OXFORD’S Green Belt should never be built on, according to conservationists. But green space separating Oxford from Abingdon, and land dividing up towns across the Vale, could soon be eaten up by development.

Residents have been taking a close look at the Vale of White Horse District Council’s draft Local Plan, showing where 20,500 new homes will be built by 2031.

And they are staggered by the scale of development which, they say, will turn some villages into small towns.

Harwell parish seems to have been particularly hard hit, with residents facing another 4,500 homes within its boundaries, and villagers in Radley are understandably concerned about the proposal for 800 homes that would join their village onto Abingdon.

Villagers, including author Philip Pullman, do not want their green and pleasant land spoiled, but council officers have had to draw up the plan because the local authority is already falling behind government Strategic Housing Market Assessment targets.

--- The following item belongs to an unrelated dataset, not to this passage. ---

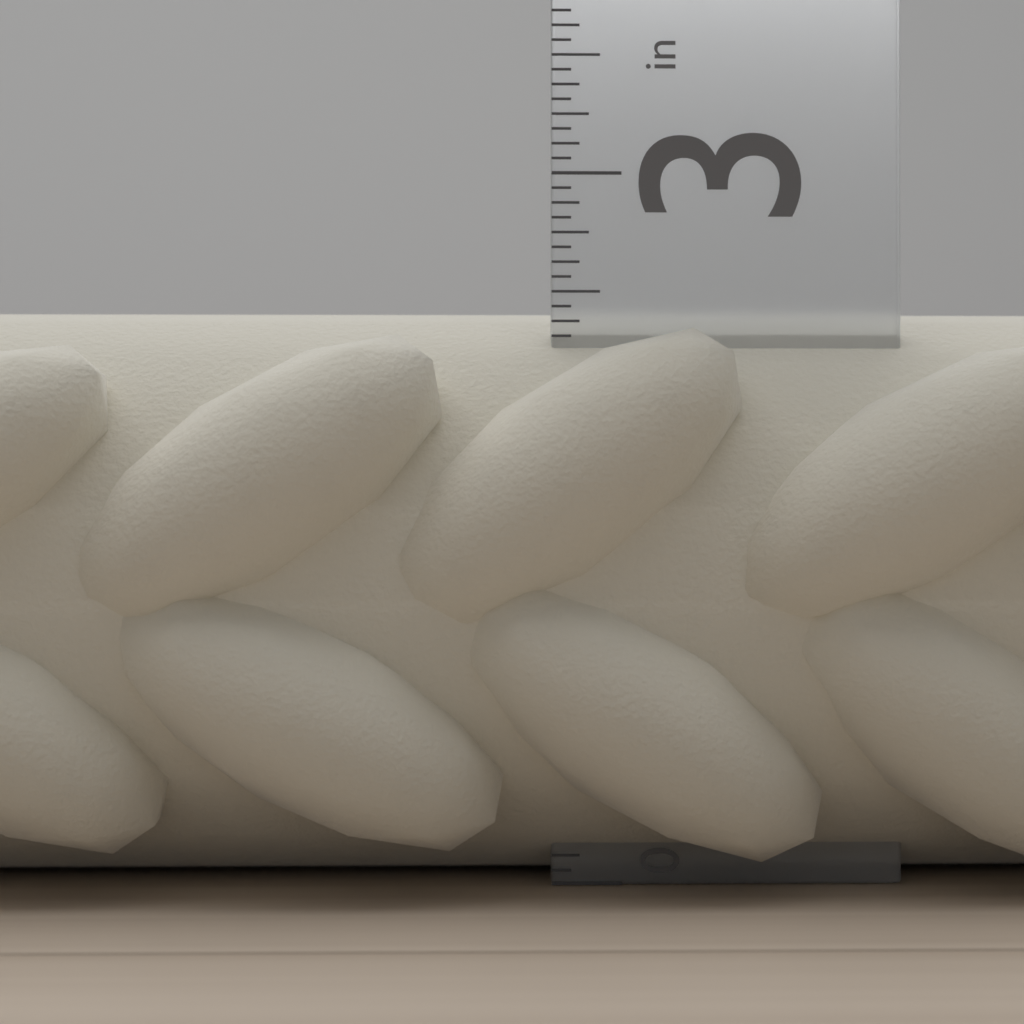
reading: 2.4375 in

With thousands of new jobs being created in the Science Vale Enterprise Zone, new homes are desperately needed and there is a serious lack of affordable housing.

Parish and town council leaders around the Vale will demand better road networks to cope with the extra traffic the new homes will generate and residents’ groups will continue to fight to oppose housing schemes which threaten to rob villages of their identity.

When residents oppose such housing developments they are sometimes referred to as nimbys, but it is not surprising that people are protesting when some villages are being turned into small towns.

The end of the consultation process on this Local Plan is by no means the end of the story, and there will be many more twists and turns of the planning process before all these new homes are finally built.